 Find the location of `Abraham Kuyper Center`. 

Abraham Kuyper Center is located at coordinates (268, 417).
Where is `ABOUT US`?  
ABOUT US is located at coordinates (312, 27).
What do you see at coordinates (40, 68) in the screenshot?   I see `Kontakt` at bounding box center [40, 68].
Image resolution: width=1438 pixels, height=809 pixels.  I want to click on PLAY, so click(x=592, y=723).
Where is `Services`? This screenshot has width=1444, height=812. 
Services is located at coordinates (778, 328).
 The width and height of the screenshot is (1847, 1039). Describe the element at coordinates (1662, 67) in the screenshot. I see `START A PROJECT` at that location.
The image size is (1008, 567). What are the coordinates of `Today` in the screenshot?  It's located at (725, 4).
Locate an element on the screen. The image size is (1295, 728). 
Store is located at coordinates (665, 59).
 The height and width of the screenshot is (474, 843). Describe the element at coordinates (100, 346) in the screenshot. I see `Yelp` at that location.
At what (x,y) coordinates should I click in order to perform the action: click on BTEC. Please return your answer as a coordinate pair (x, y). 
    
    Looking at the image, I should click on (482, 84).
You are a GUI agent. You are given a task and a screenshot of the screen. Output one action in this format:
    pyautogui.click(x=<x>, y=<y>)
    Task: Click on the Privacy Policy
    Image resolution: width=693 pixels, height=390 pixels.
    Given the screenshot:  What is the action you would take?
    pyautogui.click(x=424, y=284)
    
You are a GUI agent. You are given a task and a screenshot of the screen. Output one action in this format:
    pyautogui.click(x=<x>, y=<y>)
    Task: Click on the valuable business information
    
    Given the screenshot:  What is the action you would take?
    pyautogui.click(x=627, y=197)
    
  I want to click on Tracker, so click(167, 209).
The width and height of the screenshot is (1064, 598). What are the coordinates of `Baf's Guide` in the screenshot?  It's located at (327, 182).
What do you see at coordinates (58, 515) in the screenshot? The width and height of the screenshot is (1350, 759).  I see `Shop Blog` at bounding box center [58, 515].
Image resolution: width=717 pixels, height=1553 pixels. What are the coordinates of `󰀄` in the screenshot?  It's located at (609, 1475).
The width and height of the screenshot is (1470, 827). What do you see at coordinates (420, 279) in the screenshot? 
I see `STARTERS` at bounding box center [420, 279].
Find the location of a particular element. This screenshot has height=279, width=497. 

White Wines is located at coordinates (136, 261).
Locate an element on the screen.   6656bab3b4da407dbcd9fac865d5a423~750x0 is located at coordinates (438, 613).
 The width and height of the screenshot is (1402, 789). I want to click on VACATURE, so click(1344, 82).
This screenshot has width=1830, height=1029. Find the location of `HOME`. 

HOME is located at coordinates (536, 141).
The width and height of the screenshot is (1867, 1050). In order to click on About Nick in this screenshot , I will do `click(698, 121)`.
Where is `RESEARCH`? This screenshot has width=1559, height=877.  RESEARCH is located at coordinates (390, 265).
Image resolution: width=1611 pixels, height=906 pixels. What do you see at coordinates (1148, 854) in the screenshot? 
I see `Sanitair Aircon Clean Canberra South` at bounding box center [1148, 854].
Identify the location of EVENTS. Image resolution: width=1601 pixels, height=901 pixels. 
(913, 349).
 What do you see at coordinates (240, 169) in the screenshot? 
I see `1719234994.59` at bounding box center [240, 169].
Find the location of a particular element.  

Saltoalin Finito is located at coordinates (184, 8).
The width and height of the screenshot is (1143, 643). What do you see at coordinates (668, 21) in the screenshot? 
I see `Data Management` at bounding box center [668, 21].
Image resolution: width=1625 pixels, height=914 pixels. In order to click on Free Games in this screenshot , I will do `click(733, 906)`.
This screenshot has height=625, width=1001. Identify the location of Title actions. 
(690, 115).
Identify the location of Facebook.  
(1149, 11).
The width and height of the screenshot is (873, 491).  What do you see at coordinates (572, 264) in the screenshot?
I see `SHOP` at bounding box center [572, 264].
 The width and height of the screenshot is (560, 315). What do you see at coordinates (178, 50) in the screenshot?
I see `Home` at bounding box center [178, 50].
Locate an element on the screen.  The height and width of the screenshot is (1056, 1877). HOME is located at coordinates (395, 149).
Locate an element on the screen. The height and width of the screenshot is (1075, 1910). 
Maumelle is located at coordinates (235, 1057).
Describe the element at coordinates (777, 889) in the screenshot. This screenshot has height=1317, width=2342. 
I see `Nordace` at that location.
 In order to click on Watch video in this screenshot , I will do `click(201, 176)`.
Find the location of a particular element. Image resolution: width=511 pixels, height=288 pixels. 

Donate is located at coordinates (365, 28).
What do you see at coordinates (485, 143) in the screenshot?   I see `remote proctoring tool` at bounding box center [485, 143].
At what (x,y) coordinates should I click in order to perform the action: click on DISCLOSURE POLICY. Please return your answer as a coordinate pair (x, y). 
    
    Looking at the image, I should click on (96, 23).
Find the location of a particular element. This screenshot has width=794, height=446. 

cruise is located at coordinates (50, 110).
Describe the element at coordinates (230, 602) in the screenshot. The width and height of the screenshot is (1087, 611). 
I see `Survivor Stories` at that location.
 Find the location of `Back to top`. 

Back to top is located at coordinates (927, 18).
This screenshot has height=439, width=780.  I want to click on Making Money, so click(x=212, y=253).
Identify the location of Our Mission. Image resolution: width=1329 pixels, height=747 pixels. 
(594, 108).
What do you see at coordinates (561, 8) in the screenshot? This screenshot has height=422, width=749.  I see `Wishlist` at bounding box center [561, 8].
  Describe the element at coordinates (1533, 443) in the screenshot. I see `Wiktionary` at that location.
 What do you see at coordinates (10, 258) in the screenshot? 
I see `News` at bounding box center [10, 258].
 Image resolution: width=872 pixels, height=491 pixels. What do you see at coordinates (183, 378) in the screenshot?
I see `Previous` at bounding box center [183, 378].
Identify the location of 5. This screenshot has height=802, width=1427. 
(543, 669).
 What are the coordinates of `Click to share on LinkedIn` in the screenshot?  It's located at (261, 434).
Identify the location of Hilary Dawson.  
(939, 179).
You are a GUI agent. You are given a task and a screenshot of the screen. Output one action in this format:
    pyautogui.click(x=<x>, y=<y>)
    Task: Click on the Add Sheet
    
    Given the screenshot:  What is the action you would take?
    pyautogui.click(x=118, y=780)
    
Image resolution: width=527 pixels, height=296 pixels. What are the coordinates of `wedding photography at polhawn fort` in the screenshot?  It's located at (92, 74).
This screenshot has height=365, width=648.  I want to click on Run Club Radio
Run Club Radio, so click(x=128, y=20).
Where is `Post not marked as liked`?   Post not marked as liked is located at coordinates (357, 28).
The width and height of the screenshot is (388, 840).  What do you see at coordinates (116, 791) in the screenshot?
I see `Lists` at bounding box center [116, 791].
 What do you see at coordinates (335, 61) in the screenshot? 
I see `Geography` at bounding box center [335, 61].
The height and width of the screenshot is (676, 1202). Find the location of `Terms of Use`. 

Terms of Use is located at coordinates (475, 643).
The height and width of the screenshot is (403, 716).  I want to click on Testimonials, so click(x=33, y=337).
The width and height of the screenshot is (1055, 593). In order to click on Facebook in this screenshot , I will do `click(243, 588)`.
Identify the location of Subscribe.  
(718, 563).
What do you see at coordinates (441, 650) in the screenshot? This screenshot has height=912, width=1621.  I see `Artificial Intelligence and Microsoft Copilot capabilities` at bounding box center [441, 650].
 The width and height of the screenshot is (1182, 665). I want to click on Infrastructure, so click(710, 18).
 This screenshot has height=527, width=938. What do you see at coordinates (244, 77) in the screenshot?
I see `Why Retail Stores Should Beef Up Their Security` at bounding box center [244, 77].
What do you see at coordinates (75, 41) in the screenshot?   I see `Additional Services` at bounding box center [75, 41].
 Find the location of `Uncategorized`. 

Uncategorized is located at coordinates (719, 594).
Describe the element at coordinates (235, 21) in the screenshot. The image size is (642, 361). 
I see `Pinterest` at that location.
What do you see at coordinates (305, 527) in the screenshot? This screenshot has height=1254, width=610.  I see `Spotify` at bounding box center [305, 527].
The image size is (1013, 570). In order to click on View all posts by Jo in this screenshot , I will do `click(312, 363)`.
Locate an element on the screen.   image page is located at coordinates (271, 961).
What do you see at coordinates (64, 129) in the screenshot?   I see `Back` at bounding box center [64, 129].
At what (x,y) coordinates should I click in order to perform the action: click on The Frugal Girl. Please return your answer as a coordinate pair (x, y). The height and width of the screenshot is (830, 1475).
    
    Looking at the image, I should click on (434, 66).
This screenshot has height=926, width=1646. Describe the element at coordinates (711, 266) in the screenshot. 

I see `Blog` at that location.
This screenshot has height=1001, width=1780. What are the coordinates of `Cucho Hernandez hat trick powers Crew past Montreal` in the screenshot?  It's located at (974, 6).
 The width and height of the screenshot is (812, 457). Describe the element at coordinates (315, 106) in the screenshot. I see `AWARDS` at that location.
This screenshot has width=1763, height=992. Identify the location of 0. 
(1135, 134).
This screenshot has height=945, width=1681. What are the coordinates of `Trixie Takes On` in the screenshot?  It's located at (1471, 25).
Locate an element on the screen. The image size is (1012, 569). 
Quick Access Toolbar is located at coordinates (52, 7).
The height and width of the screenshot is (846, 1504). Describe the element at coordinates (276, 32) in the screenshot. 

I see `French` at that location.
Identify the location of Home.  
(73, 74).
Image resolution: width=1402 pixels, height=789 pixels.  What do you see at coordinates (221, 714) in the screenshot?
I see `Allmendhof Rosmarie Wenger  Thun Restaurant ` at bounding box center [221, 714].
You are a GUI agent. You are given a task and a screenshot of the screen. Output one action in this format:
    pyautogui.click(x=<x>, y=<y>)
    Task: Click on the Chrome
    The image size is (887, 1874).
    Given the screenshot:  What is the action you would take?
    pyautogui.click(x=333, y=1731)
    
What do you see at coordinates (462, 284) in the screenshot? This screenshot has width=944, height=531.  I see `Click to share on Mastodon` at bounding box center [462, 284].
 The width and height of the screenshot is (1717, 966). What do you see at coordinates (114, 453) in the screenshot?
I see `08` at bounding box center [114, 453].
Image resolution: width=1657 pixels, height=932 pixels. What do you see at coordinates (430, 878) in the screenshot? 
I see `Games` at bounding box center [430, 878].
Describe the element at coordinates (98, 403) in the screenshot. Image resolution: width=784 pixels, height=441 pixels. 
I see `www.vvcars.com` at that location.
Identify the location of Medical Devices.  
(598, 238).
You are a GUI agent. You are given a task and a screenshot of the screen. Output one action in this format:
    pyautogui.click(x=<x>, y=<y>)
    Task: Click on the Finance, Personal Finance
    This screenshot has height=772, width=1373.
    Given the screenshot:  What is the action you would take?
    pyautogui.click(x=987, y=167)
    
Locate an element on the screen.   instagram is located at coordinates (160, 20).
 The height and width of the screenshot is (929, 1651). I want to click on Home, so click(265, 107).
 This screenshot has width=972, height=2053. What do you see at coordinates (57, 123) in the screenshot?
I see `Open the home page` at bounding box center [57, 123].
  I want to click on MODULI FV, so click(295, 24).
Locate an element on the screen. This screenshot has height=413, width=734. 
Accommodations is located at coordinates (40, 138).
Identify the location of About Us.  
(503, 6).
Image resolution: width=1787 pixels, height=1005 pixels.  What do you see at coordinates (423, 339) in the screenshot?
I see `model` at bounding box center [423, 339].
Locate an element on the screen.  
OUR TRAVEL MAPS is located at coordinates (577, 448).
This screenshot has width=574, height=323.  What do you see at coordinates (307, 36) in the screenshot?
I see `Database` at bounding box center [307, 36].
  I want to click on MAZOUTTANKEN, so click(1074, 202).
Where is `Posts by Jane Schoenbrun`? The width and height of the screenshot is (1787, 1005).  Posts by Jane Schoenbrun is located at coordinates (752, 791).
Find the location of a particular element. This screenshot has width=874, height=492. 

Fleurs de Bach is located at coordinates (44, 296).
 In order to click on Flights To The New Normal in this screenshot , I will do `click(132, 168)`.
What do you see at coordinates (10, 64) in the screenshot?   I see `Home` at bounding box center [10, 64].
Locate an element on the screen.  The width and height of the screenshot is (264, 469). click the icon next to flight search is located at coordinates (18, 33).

Requirement: I'd like the lines above from the one with "The width and height of the screenshot is (1867, 1050)." up to and including the one with "In order to click on Watch" copied exactly, with no other lines.

Solution to this exercise:
The width and height of the screenshot is (1867, 1050). In order to click on About Nick in this screenshot , I will do `click(698, 121)`.
Where is `RESEARCH`? This screenshot has width=1559, height=877.  RESEARCH is located at coordinates (390, 265).
Image resolution: width=1611 pixels, height=906 pixels. What do you see at coordinates (1148, 854) in the screenshot? 
I see `Sanitair Aircon Clean Canberra South` at bounding box center [1148, 854].
Identify the location of EVENTS. Image resolution: width=1601 pixels, height=901 pixels. 
(913, 349).
 What do you see at coordinates (240, 169) in the screenshot? 
I see `1719234994.59` at bounding box center [240, 169].
Find the location of a particular element.  

Saltoalin Finito is located at coordinates (184, 8).
The width and height of the screenshot is (1143, 643). What do you see at coordinates (668, 21) in the screenshot? 
I see `Data Management` at bounding box center [668, 21].
Image resolution: width=1625 pixels, height=914 pixels. In order to click on Free Games in this screenshot , I will do `click(733, 906)`.
This screenshot has height=625, width=1001. Identify the location of Title actions. 
(690, 115).
Identify the location of Facebook.  
(1149, 11).
The width and height of the screenshot is (873, 491).  What do you see at coordinates (572, 264) in the screenshot?
I see `SHOP` at bounding box center [572, 264].
 The width and height of the screenshot is (560, 315). What do you see at coordinates (178, 50) in the screenshot?
I see `Home` at bounding box center [178, 50].
Locate an element on the screen.  The height and width of the screenshot is (1056, 1877). HOME is located at coordinates (395, 149).
Locate an element on the screen. The height and width of the screenshot is (1075, 1910). 
Maumelle is located at coordinates (235, 1057).
Describe the element at coordinates (777, 889) in the screenshot. This screenshot has height=1317, width=2342. 
I see `Nordace` at that location.
 In order to click on Watch video in this screenshot , I will do `click(201, 176)`.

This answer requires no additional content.